Y friend WILL HONEYCOMB is one of thofe fort of men who are very often abfent in converfation, and what the French call a reveur and a diftrait. A little before our Club-time last night, we were walking together in Somerset garden, where WILL had picked up a finall pebble of fo odd a make, that he faid he would prefent it to a friend of his, an eminent virtuofo. After we had walked fome time, I made a full stop with my face towards the weft, which WILL knowing to be my ufual method of afking what's o'clock, in an afternoon, immediately pulled out his watch, and told me we had feven minutes good. We took a turn or two more, when to my great furprise, I faw him fquir away his watch a confiderable way into the Thames, and with great fedatenefs in This looks put up the pebble, he had before found, in his fob.
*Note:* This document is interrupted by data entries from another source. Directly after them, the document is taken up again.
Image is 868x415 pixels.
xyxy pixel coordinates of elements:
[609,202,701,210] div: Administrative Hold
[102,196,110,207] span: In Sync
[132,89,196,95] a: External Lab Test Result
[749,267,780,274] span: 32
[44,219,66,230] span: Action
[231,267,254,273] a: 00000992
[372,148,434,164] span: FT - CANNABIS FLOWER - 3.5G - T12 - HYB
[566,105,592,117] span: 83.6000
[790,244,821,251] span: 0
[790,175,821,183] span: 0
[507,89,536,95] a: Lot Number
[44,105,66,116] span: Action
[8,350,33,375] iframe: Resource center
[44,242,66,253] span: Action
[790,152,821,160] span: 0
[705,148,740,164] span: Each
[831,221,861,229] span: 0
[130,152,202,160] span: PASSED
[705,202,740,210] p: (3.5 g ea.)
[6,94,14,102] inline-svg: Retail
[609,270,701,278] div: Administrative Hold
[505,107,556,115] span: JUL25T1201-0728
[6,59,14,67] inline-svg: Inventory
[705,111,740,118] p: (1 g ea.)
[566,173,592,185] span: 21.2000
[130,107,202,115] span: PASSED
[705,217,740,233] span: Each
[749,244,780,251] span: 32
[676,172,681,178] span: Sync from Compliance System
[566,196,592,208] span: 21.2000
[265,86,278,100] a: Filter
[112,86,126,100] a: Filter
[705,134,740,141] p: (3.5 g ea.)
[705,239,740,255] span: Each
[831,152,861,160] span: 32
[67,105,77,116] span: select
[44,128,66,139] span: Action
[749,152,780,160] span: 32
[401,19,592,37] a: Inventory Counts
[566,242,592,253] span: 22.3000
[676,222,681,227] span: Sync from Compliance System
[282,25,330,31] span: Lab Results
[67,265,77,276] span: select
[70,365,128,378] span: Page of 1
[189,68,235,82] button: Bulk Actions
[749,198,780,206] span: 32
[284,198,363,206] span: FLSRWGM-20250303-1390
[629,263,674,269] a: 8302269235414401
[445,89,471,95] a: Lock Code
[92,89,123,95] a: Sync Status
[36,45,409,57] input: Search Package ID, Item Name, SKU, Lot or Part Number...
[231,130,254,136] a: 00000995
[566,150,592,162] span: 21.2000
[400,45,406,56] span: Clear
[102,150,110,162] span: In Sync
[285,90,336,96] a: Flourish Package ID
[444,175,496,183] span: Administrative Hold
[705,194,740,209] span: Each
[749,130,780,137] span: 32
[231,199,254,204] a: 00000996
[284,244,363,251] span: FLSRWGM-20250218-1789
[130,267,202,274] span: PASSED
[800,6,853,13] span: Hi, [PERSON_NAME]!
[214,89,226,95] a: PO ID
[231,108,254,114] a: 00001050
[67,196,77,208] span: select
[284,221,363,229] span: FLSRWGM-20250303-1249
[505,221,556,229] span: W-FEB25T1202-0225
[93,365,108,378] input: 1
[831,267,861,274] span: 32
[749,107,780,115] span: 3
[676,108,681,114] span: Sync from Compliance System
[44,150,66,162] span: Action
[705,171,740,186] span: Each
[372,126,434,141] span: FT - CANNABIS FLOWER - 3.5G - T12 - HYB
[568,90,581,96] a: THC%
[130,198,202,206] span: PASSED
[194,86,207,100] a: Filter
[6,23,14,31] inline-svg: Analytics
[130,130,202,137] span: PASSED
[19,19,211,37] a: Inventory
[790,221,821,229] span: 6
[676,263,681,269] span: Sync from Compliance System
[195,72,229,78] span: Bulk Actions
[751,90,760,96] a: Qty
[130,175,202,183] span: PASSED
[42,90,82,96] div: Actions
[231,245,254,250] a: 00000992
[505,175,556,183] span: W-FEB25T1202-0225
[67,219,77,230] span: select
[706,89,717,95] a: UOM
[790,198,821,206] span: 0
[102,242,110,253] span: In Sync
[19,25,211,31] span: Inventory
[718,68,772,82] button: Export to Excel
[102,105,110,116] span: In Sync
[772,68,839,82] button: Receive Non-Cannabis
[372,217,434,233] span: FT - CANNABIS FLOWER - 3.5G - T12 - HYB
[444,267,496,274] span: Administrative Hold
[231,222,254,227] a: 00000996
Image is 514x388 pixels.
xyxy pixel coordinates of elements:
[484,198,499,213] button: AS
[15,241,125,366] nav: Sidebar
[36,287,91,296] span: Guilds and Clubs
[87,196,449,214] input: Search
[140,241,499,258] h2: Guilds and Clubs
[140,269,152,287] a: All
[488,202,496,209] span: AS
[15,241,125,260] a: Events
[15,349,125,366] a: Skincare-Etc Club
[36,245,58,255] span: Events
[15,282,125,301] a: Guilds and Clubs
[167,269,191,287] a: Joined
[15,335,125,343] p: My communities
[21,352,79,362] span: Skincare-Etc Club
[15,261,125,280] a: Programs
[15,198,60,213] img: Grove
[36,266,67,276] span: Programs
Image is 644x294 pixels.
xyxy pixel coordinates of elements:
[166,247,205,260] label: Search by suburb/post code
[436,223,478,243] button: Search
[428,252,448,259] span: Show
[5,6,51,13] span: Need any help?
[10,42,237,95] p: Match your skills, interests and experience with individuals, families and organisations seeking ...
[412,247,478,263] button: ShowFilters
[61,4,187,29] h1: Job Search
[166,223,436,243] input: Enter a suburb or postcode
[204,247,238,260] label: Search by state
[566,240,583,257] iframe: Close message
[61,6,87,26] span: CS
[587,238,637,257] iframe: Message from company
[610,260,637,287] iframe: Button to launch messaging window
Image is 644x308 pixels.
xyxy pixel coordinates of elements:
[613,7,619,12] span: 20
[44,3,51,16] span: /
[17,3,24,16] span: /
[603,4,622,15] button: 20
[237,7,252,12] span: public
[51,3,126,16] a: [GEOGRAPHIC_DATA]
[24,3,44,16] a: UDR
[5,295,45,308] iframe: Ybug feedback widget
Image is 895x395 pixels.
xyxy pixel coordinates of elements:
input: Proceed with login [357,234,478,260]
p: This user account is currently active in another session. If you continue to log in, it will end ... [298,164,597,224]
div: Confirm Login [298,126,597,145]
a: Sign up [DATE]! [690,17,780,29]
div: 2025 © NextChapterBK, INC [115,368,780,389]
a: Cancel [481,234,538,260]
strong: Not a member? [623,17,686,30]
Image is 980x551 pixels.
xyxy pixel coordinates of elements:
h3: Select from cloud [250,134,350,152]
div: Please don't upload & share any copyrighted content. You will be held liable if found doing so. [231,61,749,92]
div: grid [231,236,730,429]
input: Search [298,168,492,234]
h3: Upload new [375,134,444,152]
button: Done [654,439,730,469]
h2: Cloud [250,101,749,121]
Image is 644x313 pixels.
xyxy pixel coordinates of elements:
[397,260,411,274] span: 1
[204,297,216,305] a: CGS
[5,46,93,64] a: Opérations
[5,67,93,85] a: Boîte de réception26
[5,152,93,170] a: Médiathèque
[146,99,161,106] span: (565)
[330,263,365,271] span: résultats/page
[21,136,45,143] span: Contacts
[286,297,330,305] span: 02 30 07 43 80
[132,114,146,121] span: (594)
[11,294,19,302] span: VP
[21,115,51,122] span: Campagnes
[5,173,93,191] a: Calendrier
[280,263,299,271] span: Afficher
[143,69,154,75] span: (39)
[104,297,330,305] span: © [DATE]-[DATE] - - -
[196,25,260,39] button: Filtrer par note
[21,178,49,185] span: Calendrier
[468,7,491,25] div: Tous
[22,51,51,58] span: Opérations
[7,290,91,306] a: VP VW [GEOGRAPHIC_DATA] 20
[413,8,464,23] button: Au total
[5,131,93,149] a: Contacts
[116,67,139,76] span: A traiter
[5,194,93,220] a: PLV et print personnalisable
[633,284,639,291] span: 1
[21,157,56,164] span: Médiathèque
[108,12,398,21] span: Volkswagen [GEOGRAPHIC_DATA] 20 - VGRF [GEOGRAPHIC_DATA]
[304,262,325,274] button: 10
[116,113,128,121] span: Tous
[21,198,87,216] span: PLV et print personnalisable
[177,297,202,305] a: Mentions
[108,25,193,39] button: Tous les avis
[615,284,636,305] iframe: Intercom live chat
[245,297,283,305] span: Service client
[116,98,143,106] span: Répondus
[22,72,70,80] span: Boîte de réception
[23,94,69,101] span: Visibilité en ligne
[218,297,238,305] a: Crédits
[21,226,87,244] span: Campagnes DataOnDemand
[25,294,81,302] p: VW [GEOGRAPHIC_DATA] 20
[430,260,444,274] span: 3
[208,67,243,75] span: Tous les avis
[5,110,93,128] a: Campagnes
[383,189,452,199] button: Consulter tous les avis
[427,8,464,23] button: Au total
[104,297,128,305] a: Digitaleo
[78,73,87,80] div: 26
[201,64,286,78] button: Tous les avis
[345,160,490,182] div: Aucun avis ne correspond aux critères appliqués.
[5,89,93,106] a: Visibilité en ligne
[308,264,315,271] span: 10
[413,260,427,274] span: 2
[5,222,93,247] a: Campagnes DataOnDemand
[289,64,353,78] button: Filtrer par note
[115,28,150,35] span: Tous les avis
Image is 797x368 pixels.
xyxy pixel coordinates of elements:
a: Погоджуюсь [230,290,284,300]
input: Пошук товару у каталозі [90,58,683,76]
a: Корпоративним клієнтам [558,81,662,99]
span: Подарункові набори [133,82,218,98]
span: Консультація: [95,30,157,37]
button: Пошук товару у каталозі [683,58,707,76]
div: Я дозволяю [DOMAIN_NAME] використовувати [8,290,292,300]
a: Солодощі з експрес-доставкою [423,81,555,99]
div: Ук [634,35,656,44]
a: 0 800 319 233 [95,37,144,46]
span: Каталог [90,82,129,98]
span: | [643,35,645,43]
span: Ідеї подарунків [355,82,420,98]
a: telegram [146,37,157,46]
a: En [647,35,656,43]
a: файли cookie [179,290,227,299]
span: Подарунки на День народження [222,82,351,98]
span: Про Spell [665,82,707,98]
As I have naturally an averfion to much speaking, and do not love to be the mes* See N° 84, N° 97, &c. + By STEELE. See N°6, ad f.

fenger

fenger of ill news, efpecially when it comes too late to be useful, I left him to be convinced of his mistake in due time, and continued my walk, reflecting on thefe little abfences and diftractions in mankind, and refolving to make them the fubject of a future Speculation.

I was the more confirmed in my defign, when I confidered that they were very often blemishes in the characters of men of excellent fenfe; and helped to keep up the reputation of that Latin proverb, which Mr. Dryden has tranflated in the following lines;

Great wit to madness fure is near ally'd,
And thin partitions do their bounds divide *.

My reader does I hope, perceive, that I diftinguish a man who is abfent, because he thinks of fomething elfe, from one who is abfent, because he thinks of nothing at all. The latter is too innocent a creature to be taken notice of; but the distractions of the former may I believe, be generally accounted for from one of thefe reafons.

Either their minds are wholly fixed on fome particular fcience, which is often the cafe of mathematicians and other learned men; or are wholly taken up with fome violent paffion, fuch as anger, fear, or love, which ties the mind to fome diftant object; or, laftly, these distractions proceed from a certain vivacity and fickleness in a man's temper, which while it raifes up infinite numbers of Ideas in the mind, is continu* “Nullum magnum ingenium fine mixtura dementia." SENECA De Tranquil, Anim. cap. xv.